The pipeline would have brought oil from the Canadian tar sands through a number of US states to the Texas shoreline, external, adding to the capacity of existing lines.
The project was bitterly opposed by US environmental groups, external - in fact it has put more people on the streets and garnered more column inches than any other environmental topic in recent months.
Their concerns were partly local, in that the route could have disturbed important ecological sites.
It was also global, in that extracting oil from tar sands is very energy intensive - and they're so plentiful that full-scale development would seriously delay the transition to low-carbon alternative fuels that will be necessary if transport emissions in particular are to be curbed.
So for groups that led the opposition, this might be an apt moment to open the champagne - or at least, the Californian sparkling wine.
But there are also reasons for caution.
To a large extent, the rejection was a case of the pipeline's largely Republican backers in Congress shooting themselves in the foot.
Late last year, as a sop for approving national budgetary measures, they pushed through a requirement for the administration to make up its mind within 60 days - which did not allow enough time for a proper evaluation, virtually ensuring a defeat.
Further applications will come. And there's no guarantee that the administration will want to, or be able to, respond with further rejections.
What Keystone XL has done is to keep climate change on the agenda in the US at a time when, in the febrile conditions of the race for the Republican presidential nomination, it's been in danger of becoming a non-issue.
In Canada itself, which announced its withdrawal from the Kyoto Protocol a few weeks back amid a gradual alignment with the US position on climate and energy policy, the issue is being kept alive by a similar ruckus over another tar sands pipeline, the Northern Gateway.
This would take oil to the coast of British Columbia for export to Asia. It's being opposed by, external a coalition of First Nations and environmental groups.
Backers of both projects are arguing for them partly on the basis that they will create employment.
Oil industry sources said Keystone XL would create 20,000 jobs, though other studies suggested the real figure was about a third of that.
What's a bit odd is that the opposite argument is hardly being heard.
There are studies around, external showing that renewables generate more employment per unit of energy than fossil fuels.
The equations are not completely straightforward.
For example, if Canadian jobs are being created to export oil, external to China while Canadians themselves consume some other form of energy, that's still a net increase in employment from tar sands.

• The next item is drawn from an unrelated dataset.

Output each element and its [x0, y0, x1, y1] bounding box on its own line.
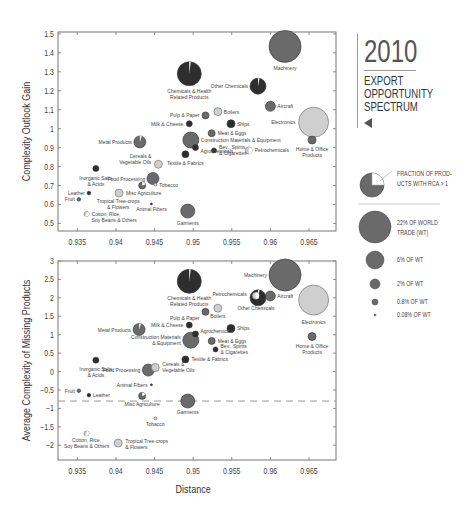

Then there are indirect effects, which are even more difficult to quantify. Pro-fossil-fuel groups argue, external that if using renewables is more expensive, that has an overall negative impact on growth which should, in principle, curb employment.
On the other hand, an oil spill at a terminal along the pristine British Columbian coast - a scenario cited by opponents of the Northern Gateway project - would damage the employment prospects of local people in fishing and tourism.
Whatever the precise numbers, they're clearly more complex than the simple figures being bandied around by the pipeline's corporate and political backers might imply.
Meanwhile, the US has re-gained the lead on global investment in renewables, external that China had taken from it in 2008.
One of the incentives has been the high and unstable price of fossil fuels in recent years.
However, on the most obvious indicator of all - the oil price - it's very much a double-edged sword.
Last year saw the highest annual average price in history, around $111 per barrel, external of Brent crude, despite the world's economic woes.
That's an incentive to curb consumption; but it's also an incentive to accelerate development of tar sands.
The companies behind the project argue that they will be developed at some point, external, regardless of whether the products flow out South, North, West or East.
If the economics favour it, the companies are probably correct, unless opponents can come up with something much more potent than the coalition that led to Keystone XL's rejection.
In the old cliche, they won the battle; but the war is another matter.